World Labor Leaders Condemn WTO There
were no surprise announcements in store for the worlds top labor leaders when WTO
head Michael Moore delivered an address to a Seattle conference of the International
Confederation of Free Trade Unions Nov. 29.
With labor leaders from over a hundred countries in attendance, it was
Moores chance to say something to the world labor movement, but his message was the
same one hes been pushing since he took office Sept. 1: Workers have nothing to fear
from WTO-led globalization because more trade means more jobs.
"Trade is the ally of working people, not their enemy," Moore declared.
"Countries that have embraced openness and freedom have increased the real incomes of
their workers, which in turn has raised labor standards and reduced poverty."
Thats not the dynamic the worlds workers are observing, though, said
ICFTU general secretary Bill Jordan. "The problem for the trade union movement is
that in so many countries, too many of the workers we represent are experiencing every day
the negative effects of globalization."
"Weve entered a period of what you could call casino
development, with too many losers and too few winners."
Without some enforceable international labor standards, labor leaders argue,
greater freedom to import and export goods has meant freedom for transnational
corporations to shift basic production to the countries with the lowest wages.
Moore listened, head in hands, as labor delegates reacted to his comments. One
delegate who had just returned from a factfinding trip to Cambodia reported on an export
sector in which 160,000 mostly female textile workers toil 10 hours a day for $2, where
workers are beaten for making mistakes and fired for complaining.
As the WTO Ministerial kicks off, international labor is betting on a proposal to
create a "working group" that would study the impact of trade globalization on
labor standards and issue a report in two years. The United States and the European Union
have made such a proposal, but there is opposition in the developing world.
Jordan and AFL-CIO president John Sweeney said they werent satisfied with
that proposal, but defended it as a useful first step. Jordan said if the WTOs own
working group concludes that trade has had negative impacts on labor standards, there will
be great pressure to look at incentives or sanctions.
For the worlds labor movement, and for the WTO, its vital that the
assembled trade ministers reach some agreement this week about bringing labor standards
into the WTO, Jordan said. "If the ministers fail to act, they could be setting in
train the beginning of the end of the WTO."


→ Instructions to follow
Only the lines from the one that contains "find suit in" through the last line of the records should appear, each printed exactly as it is.
• • •
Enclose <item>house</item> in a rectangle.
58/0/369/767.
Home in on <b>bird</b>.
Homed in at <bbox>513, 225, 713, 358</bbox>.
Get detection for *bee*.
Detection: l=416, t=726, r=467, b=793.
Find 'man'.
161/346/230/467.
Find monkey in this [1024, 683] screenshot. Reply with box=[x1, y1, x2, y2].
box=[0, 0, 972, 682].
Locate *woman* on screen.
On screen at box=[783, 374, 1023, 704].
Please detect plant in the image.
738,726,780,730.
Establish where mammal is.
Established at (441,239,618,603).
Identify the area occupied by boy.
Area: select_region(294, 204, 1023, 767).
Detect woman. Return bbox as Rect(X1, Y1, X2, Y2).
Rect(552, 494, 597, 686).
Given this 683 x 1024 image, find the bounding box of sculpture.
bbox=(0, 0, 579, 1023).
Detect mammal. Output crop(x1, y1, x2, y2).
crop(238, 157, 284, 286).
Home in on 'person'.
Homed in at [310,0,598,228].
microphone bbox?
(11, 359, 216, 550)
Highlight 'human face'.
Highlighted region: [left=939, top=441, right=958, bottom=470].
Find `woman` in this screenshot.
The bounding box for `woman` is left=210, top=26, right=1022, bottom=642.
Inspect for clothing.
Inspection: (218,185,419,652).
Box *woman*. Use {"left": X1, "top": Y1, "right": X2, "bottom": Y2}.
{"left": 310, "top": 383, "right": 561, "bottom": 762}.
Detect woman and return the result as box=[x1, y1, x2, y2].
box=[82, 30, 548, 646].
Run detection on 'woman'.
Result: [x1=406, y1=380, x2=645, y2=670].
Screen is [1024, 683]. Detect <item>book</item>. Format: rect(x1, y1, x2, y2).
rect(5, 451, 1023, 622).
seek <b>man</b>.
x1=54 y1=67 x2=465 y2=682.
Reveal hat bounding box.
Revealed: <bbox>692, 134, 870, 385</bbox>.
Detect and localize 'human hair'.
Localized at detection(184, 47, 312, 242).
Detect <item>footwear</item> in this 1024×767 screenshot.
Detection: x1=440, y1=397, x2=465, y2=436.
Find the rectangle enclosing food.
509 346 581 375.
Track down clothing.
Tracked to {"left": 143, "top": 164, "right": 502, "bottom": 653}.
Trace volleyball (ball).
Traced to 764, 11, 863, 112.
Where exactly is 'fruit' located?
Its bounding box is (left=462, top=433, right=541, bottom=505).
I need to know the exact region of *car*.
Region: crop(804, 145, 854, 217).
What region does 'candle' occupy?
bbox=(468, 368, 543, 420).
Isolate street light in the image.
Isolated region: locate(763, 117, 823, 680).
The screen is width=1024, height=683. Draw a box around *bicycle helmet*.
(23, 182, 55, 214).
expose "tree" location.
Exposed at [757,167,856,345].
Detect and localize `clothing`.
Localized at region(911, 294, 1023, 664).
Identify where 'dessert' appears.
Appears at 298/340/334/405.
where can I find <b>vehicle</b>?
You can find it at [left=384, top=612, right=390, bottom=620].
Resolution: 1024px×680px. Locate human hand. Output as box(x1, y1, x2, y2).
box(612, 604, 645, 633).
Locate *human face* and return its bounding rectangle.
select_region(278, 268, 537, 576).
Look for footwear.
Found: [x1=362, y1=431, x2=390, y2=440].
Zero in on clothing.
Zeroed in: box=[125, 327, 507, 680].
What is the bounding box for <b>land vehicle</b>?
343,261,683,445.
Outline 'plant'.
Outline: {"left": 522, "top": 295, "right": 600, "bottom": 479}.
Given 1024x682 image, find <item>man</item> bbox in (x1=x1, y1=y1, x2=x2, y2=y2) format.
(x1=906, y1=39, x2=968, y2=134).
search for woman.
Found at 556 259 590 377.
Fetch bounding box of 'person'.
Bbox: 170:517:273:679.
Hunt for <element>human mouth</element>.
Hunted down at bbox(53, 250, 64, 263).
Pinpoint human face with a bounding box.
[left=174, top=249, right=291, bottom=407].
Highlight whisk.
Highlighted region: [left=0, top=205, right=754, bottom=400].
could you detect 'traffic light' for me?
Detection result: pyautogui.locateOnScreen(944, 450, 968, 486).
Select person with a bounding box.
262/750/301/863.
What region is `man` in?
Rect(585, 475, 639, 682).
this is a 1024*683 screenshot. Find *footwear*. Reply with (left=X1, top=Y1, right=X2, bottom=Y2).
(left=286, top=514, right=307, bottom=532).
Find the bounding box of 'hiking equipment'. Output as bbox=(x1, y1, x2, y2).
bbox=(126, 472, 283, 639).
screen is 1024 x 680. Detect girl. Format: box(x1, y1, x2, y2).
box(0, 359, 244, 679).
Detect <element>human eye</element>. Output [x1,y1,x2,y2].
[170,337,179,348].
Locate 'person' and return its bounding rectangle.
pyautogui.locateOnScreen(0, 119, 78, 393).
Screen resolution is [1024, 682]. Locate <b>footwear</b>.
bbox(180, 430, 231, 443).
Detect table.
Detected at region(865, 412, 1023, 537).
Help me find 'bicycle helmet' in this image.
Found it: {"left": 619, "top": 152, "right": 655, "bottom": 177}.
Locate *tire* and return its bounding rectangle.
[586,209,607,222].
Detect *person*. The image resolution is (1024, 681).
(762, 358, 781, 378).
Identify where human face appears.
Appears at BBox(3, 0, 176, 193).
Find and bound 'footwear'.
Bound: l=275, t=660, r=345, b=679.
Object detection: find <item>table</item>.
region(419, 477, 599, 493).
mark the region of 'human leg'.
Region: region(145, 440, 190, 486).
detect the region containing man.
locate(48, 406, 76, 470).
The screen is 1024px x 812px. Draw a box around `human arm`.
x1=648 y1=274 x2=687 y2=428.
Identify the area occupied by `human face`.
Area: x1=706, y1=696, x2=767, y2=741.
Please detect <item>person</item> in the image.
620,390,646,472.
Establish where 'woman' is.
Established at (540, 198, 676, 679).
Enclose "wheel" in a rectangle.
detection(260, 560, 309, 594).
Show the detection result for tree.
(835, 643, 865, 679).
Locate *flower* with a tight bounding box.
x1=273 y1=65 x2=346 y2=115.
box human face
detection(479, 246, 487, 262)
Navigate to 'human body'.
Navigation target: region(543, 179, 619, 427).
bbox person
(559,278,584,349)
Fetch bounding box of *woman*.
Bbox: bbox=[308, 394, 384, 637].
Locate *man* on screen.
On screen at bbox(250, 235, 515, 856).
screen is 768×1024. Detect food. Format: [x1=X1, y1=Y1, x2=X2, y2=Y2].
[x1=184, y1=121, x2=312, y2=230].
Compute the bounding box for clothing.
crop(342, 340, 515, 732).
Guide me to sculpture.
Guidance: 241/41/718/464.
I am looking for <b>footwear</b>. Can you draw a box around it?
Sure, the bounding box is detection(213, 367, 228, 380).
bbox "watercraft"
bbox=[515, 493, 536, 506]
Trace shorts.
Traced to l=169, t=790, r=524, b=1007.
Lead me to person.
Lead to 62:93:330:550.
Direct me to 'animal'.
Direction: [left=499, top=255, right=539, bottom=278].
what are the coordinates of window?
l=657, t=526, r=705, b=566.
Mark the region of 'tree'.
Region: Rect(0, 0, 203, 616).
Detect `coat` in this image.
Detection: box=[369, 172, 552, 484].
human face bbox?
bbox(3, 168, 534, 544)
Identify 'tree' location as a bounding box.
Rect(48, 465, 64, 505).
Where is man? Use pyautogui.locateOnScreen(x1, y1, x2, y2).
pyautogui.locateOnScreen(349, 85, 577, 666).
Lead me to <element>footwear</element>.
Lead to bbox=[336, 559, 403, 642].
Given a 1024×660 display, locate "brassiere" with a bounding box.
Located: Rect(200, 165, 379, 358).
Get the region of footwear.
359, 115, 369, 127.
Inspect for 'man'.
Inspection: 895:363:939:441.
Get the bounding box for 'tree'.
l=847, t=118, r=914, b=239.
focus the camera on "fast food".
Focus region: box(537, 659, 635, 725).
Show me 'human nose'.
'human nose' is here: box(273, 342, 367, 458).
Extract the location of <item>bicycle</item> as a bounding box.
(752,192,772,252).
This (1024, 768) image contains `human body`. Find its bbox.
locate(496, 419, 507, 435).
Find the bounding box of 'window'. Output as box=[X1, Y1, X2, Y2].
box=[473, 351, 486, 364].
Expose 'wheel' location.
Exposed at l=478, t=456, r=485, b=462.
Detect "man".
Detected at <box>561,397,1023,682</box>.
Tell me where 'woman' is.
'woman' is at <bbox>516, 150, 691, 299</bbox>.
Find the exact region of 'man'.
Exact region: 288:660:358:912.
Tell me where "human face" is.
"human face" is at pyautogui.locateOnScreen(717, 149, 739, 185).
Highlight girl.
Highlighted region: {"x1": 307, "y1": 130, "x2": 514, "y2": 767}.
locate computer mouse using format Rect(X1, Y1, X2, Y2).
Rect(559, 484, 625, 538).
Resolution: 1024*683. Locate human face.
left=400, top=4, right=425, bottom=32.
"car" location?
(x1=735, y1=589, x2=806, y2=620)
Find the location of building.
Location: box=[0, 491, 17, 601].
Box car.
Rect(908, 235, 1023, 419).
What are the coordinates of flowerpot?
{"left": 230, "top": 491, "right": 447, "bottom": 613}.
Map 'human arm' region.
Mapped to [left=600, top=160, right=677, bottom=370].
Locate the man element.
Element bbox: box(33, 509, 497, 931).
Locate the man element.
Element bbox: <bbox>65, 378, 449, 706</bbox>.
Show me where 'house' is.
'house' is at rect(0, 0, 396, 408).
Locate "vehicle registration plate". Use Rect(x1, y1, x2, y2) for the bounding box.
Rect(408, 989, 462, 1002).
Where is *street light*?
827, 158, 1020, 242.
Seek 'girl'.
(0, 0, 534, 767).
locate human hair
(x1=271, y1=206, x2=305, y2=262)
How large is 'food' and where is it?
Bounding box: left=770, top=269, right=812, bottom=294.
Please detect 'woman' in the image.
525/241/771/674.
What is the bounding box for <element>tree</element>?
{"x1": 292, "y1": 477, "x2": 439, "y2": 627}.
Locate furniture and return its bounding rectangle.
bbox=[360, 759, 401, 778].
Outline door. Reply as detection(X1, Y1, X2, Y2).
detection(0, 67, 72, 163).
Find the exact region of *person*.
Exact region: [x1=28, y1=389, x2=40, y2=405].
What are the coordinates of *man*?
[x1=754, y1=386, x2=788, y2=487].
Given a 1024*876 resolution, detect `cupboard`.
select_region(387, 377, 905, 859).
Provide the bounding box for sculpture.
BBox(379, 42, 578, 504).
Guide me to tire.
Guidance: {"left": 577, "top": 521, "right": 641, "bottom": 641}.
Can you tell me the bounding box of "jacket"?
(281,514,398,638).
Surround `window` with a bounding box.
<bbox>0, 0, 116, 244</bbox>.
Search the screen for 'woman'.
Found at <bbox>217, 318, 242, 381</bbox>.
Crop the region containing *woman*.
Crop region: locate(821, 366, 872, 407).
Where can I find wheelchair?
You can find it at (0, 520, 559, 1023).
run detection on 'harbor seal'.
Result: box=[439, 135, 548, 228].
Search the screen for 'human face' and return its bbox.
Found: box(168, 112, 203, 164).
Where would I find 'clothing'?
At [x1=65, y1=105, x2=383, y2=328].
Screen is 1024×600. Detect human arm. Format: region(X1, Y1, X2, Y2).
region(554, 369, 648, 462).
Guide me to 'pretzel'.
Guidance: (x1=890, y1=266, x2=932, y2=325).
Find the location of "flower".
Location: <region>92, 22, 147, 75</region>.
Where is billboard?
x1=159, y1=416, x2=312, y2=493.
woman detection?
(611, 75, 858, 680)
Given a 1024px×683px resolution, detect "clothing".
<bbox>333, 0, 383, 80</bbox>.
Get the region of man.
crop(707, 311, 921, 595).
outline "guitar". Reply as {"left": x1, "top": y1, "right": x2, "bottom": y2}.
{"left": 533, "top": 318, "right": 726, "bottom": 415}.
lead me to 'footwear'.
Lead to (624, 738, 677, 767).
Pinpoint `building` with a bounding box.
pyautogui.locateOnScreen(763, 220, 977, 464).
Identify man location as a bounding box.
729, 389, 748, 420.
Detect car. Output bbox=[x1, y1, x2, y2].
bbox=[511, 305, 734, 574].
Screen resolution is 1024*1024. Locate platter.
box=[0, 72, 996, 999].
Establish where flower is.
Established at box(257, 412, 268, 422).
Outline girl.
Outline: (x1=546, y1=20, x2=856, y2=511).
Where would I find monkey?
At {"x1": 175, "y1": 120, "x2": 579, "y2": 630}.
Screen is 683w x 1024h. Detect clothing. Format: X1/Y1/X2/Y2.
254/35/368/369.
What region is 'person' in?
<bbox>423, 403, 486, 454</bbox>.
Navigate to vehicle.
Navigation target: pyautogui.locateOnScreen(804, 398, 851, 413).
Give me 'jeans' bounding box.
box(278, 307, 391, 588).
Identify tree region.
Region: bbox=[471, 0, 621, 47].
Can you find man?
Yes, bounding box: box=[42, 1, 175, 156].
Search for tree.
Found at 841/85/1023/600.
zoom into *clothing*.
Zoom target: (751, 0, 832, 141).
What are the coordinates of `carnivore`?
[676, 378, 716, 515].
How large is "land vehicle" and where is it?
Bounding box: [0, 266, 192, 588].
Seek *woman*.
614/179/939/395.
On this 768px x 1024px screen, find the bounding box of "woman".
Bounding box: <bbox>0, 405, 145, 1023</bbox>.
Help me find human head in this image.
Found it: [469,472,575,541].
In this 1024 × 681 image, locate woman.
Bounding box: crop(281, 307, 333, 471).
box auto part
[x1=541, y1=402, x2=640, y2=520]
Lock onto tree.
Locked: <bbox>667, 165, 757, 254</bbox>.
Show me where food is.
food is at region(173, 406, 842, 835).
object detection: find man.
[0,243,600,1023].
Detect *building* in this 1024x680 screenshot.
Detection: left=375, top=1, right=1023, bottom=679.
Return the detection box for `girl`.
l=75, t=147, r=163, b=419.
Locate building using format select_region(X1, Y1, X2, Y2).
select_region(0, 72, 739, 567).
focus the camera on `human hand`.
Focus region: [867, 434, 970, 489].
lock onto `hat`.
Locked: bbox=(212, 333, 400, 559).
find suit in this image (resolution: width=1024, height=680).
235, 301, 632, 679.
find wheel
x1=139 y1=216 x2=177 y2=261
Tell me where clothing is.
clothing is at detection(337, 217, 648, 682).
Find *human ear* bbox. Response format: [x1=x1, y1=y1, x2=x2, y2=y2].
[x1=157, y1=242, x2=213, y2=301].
• • •
→ Result for this exercise
find suit in this image (resolution: width=1024, height=680).
235, 301, 632, 679.
find wheel
x1=139 y1=216 x2=177 y2=261
Tell me where clothing is.
clothing is at detection(337, 217, 648, 682).
Find *human ear* bbox. Response format: [x1=x1, y1=y1, x2=x2, y2=y2].
[x1=157, y1=242, x2=213, y2=301].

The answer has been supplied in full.